While several justices have expressed concern about the use of so-called nationwide, or universal, injunctions, the high court has sidestepped multiple requests to do something about them.
The latest plea comes in the form of an emergency appeal the Justice Department filed with the court last week, seeking to narrow orders issued by judges in Maryland, Massachusetts and Washington that prohibit the nationwide enforcement of an executive order signed by President Donald Trump to restrict birthright citizenship.
The justices usually order the other side in an emergency appeal to respond in a few days or a week. But in this case, they have set a deadline of April 4, without offering any explanation.
What are nationwide, or universal, injunctions?
The standard practice in U.S. courts is that a judge issues an order that gives only the people who sued what they want. As the name suggests, nationwide injunctions go well beyond the parties to a case and apply everywhere and to everyone who might be affected.
There is a scholarly dispute over when the first nationwide injunctions were issued, but there is no disagreement that they started increasing in frequency during the Obama administration and have only grown in number since.
One reason for the growth in these broad orders may be a corresponding increase in executive action.
In 2015, for instance, a judge in Texas blocked President Barack Obama's program to protect immigrant parents of U.S. children after Congress failed to pass an immigration overhaul. Shortly after Trump took office for the first time, judges initially shut down his imposition of travel restrictions on immigrants from seven Muslim-majority countries.
Shopping for judges to get a result
The Trump administration's acting top Supreme Court lawyer, Sarah Harris, described one major flaw in these court orders with universal effect. "Years of experience have shown that the Executive Branch cannot properly perform its functions if any judge anywhere can enjoin every presidential action everywhere,” Harris wrote in the emergency appeal over birthright citizenship.
Her predecessor in the Biden administration, Solicitor General Elizabeth Prelogar, struck a similar theme in high court filings last year, noting that “the government must prevail in every suit to keep its policy in force, but plaintiffs can block a federal statute or regulation nationwide with just a single lower-court victory.”
The issue has been exacerbated by the tendency of conservatives to seek out like-minded judges in Texas, Louisiana and Missouri, while liberals file suit in friendlier courthouses in Massachusetts, California and New York.
"You look at something like that and you think, that can't be right," Justice Elena Kagan said in 2022. "In the Trump years, people used to go to the Northern District of California, and in the Biden years, they go to Texas. It just can't be right that one district judge can stop a nationwide policy in its tracks and leave it stopped for the years that it takes to go through the normal process."
Are nationwide injunctions even legal?
At least two justices, Clarence Thomas and Neil Gorsuch have made clear they think the answer is no. Several others have suggested the injunctions raise questions the court might someday answer.
Samuel Bray, a professor at Notre Dame Law School, is a leading voice arguing that judges have no power to issue nationwide injunctions. The limits on a judge’s power remain even in the face of an obviously unconstitutional policy, Bray said.
That restraint applies even in the birthright citizenship cases, Bray wrote on the Divided Argument blog. “Any illegal act by the president should be rejected by the federal courts. But they should reject it as courts do—one case at a time, with remedies for the parties,” he wrote, citing Kagan's remarks.
People challenging the executive order could file a class-action lawsuit, which would have broader application. Indeed, an American Civil Liberties Union lawyer representing immigration advocates and individuals in a case in New Hampshire told a judge that the ACLU was considering a nationwide class action.
But the group's lawyer, Cody Wofsy, pointed out what might happen in the interim, if the Supreme Court agrees to the administration's request. "Children would be exposed to all the harms we’ve talked about immediately,” Wofsy said.
Amanda Frost, a professor at the University of Virginia School of Law, thinks the Supreme Court could be open to addressing the broader issue at some point because judges impose nationwide injunctions too often.
But birthright citizenship would be a terrible issue on which to do so, Frost said.
“It would create a burden on people at a moment in their lives when they’re entering into the labor delivery room...And then you create a patchwork across the United States, incentivizing pregnant women to leave for a state that recognizes birthright citizenship,” she said.
She added: “You think about the chaos that would play out.”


▸ Exercise prompt
Please transcribe the data that follows exactly, from its first line through the line that contains "Task: Click on".

▸ Records supplied
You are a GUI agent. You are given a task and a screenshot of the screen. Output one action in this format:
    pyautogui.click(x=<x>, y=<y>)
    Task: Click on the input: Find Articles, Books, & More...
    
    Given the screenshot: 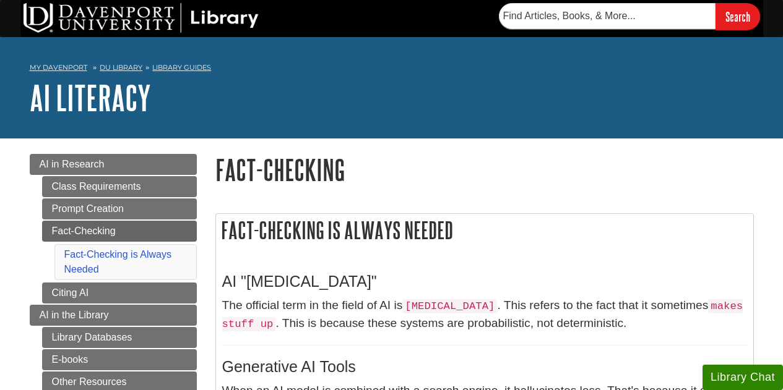 What is the action you would take?
    pyautogui.click(x=607, y=16)
    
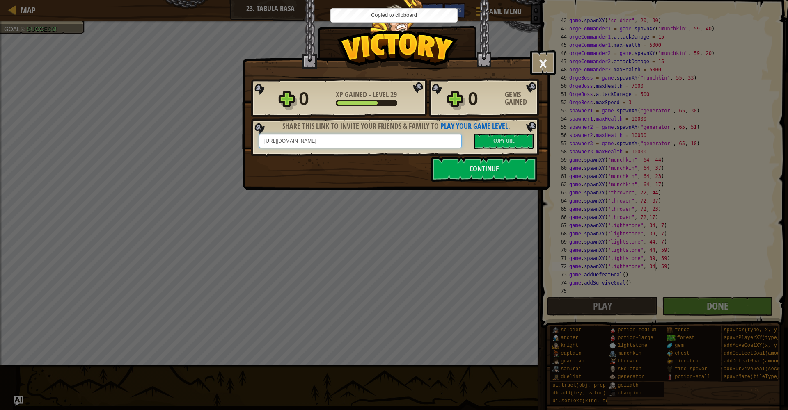  Describe the element at coordinates (394, 94) in the screenshot. I see `span: 29` at that location.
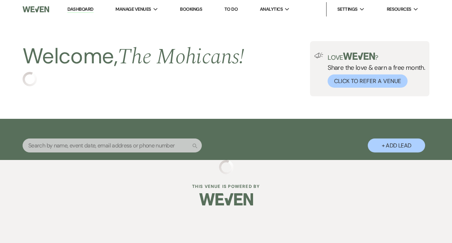 This screenshot has width=452, height=243. What do you see at coordinates (347, 9) in the screenshot?
I see `span: Settings` at bounding box center [347, 9].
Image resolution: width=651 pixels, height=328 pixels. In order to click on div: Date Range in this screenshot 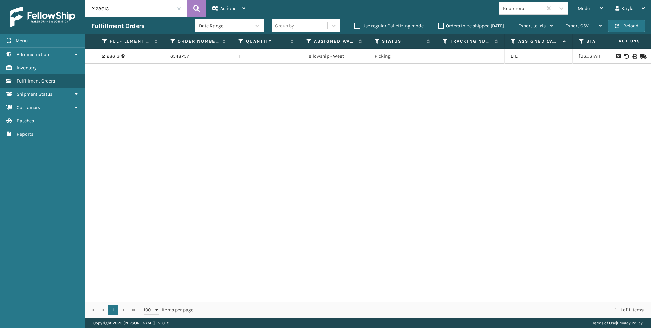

▸ Answer space
You are a GUI agent. You are given a task and a screenshot of the screen. Output one action in this format:
    pyautogui.click(x=<x>, y=<y>)
    Task: Click on the input: Find Articles, Books, & More...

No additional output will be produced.